They speedily left the good city of Charleston behind them, and were passing over the Navy-yard; which place Perk meant to examine more closely with his glasses on another occasion, when matters would be easier for him.

“How does she go?” shouted Jack, later on, when they could no longer catch even a fugitive glimpse of the city, saving the cloud of smoke that almost always hung over the high buildings and steeples.

“Bang up, boss; works like a charm!” yelled Perk, happily, as though he was not “caring a Continental” just how long Jack allowed him to hold the post of honor. “Whoever looked after the job o’ gettin’ this classic old-timer in great shape for this work, he shore knew his onions, I’ll say. It’s a snap to run this boat, if yeou want to know my ’pinion.”

“I think I’ll take a whirl at the controls, partner!” cried Jack; “stay just where you are for a while at least; I can play the game as a back-seat driver. Here goes, then.”

He was pleased to find it no trouble whatever to handle the amphibian as though he knew everything about such craft; after all airships are run pretty much alike; and it depends on the adaptability of the pilot as to whether he can work the same as with his own familiar type of craft—there are some people who are able to master any and all models of automobiles, even though handling them for the first time, especially men mechanically inclined by Nature,—and Jack happened to belong to that class.

“You can go about your duties, Wally; I’ll work over into the front seat okay, for its an easy job, I reckon. When we make up our minds to dip down and wet the pontoons in some body of water, fresh or salt, I’ll let you handle the boat again; though I imagine I could do the thing without much splash if I was put to it.
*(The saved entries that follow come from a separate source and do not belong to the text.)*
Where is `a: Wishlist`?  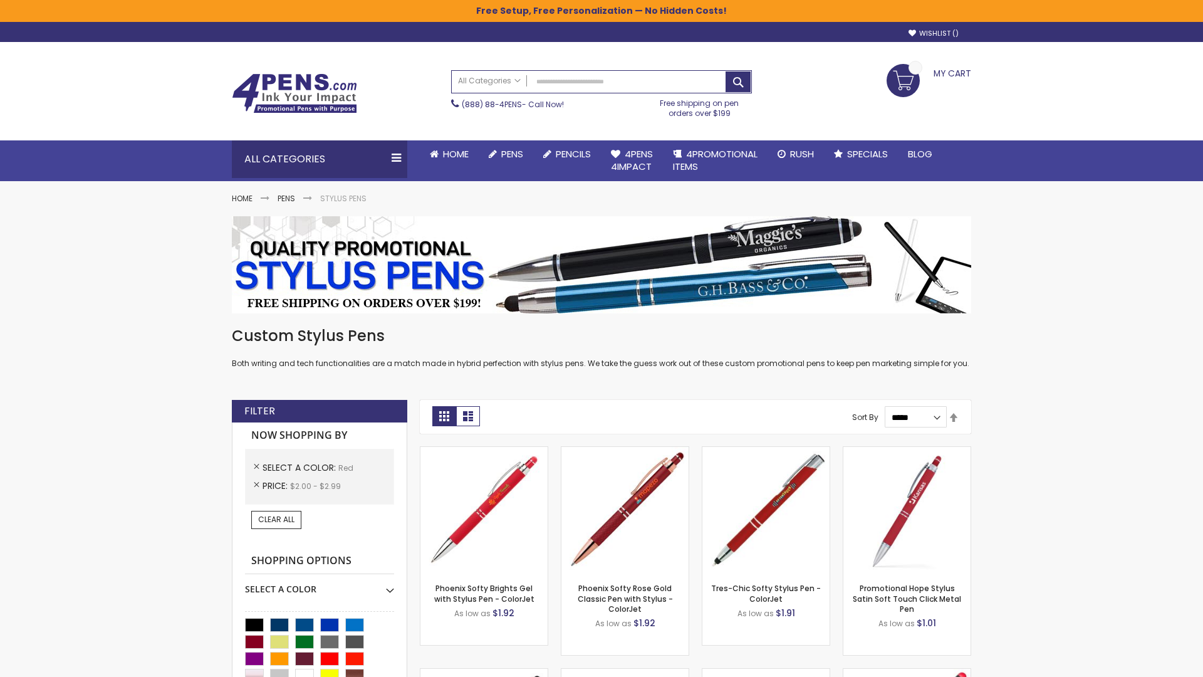
a: Wishlist is located at coordinates (934, 33). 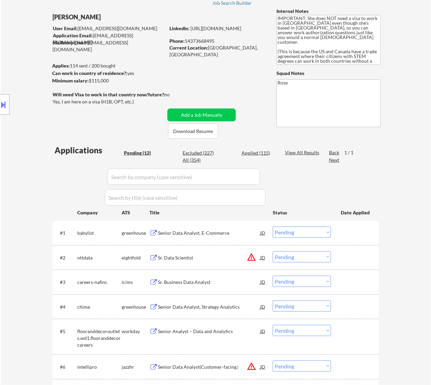 What do you see at coordinates (66, 331) in the screenshot?
I see `div: #5` at bounding box center [66, 331].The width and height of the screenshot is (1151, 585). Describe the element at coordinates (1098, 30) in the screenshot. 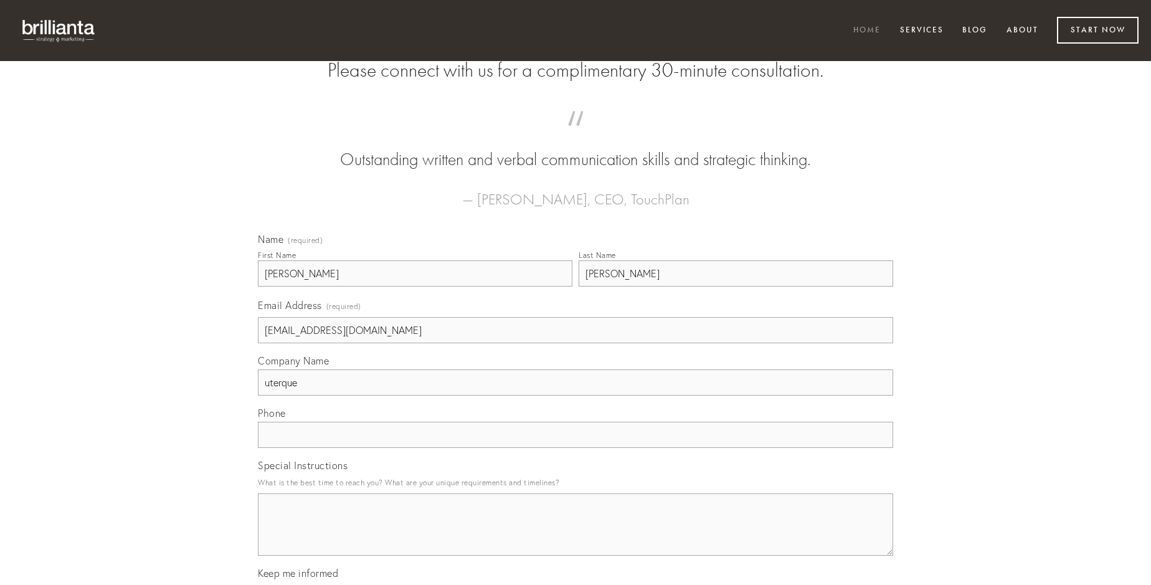

I see `a: Start Now` at that location.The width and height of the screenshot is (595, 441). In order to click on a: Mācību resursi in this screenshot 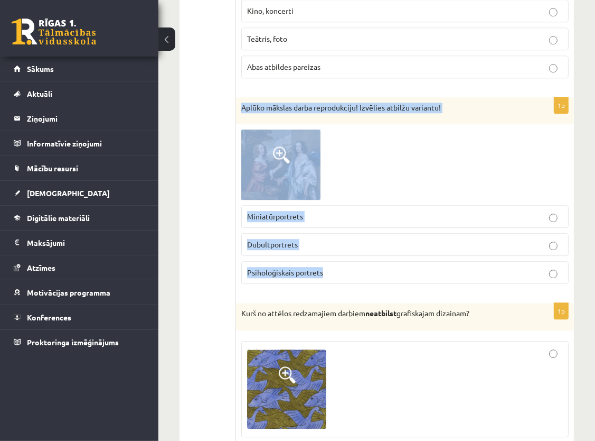, I will do `click(79, 168)`.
I’ll soon get the hang of the trick, you can well believe.”

“Huh! yeou would, Mister—it aint much that’d faize yeou, take it from me as knows.”

After that conversation was such a tremendous effort that it languished until a better opportunity opened up—this would come when Jack found it expedient to make a test of the muffler system, with which their boat had been supplied, and which Perk was eager to see tried out.

To the delight of both fliers the device worked to a charm, most of the deafening racket being abated, even when they going at the fastest speed of which the “has-been” Curtiss-Falcon was capable of exhibiting—much more than a hundred miles an hour, Perk figured.

“Huh! mebbe naow they call this ship a relic o’ the past,” he grunted, when the success of the experiment was assured; “but I wanter say right naow there aint amany up-to-the-minute ships as kin run circles ’raound this tub, as some wise guy pilot’d call her. See, yeou kin hear ev’ry word I’m asayin’ an’ yet I aint ahollerin’ any to notice. It’s a bully invention, an’ shows where we’re agettin’ in this science o’ aviation. From what I hears, them ships as is acarryin’ smuggled stuff ’long the seaboard aint great at speed, ’cause they don’t need to be, their job bein’ to carry hefty loads each trip, an’ be steady goers. If the chanct ever comes to try this Falcon aout agin one o’ that dirty bunch, I’m wagerin’ we’ll overhaul the same hands down, an’ no takers.”